After over a year of very public discussion about home-grown low-cost carriers, Taiwan in a matter of weeks has received commitments from both China Airlines and TransAsia Airways to start LCC subsidiaries in the next year, making Taiwan the last major market in Asia to have an LCC. The unusually public - and sometimes fanciful - discussion has perhaps rushed these decisions ahead of what a normal commercially-oriented process would produce. These "LCCs" are still sometime away from having a coherent strategy, and then maturing. But the upside seems to be support, both internally and from the government - critical and sometimes overlooked.

In announcing their own LCC subsidiaries, China Airlines and TransAsia are each embarking on a dual-brand strategy, a popular concept seldom achieved proficiently. The dual-brand strategy will be very different for these carriers, as between each other and from other global examples.
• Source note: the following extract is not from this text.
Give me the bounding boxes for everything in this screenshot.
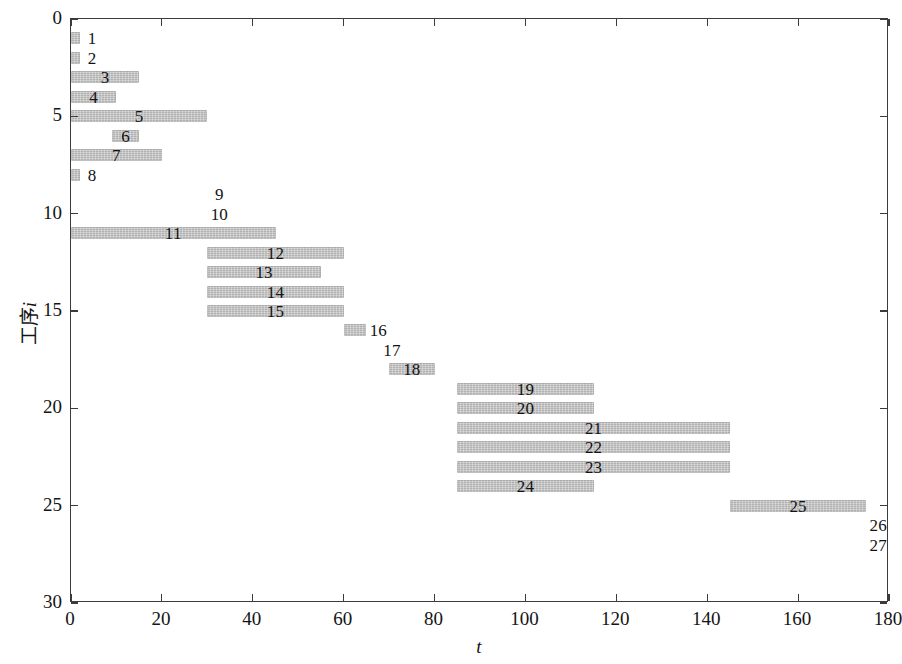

Hub carrier China Airlines has 54 aircraft, only a quarter of which are narrowbodies. The use of narrowbodies is increasing as regional liberalisation opens thinner routes and expands frequencies. So as China Airlines begins to work through the intricacies of an LCC operation, it is also seeing its own business transform rather significantly. This creates opportunity to mould the future but also adds complexity. Meanwhile TransAsia only has 11 regional aircraft, creating a challenge to gain scale on the existing operation and new LCC.

There will be much reconfiguration as the carriers test the market and discover what it means to be an LCC (as opposed to merely a low fares airline) and as the region itself undergoes much change. So perhaps Taiwan's second-largest carrier, EVA Air, will also be well advised to reconsider its past statements that it has no interest in operating an LCC. But nor is there rush for it to move from its current position of sitting on the sidelines.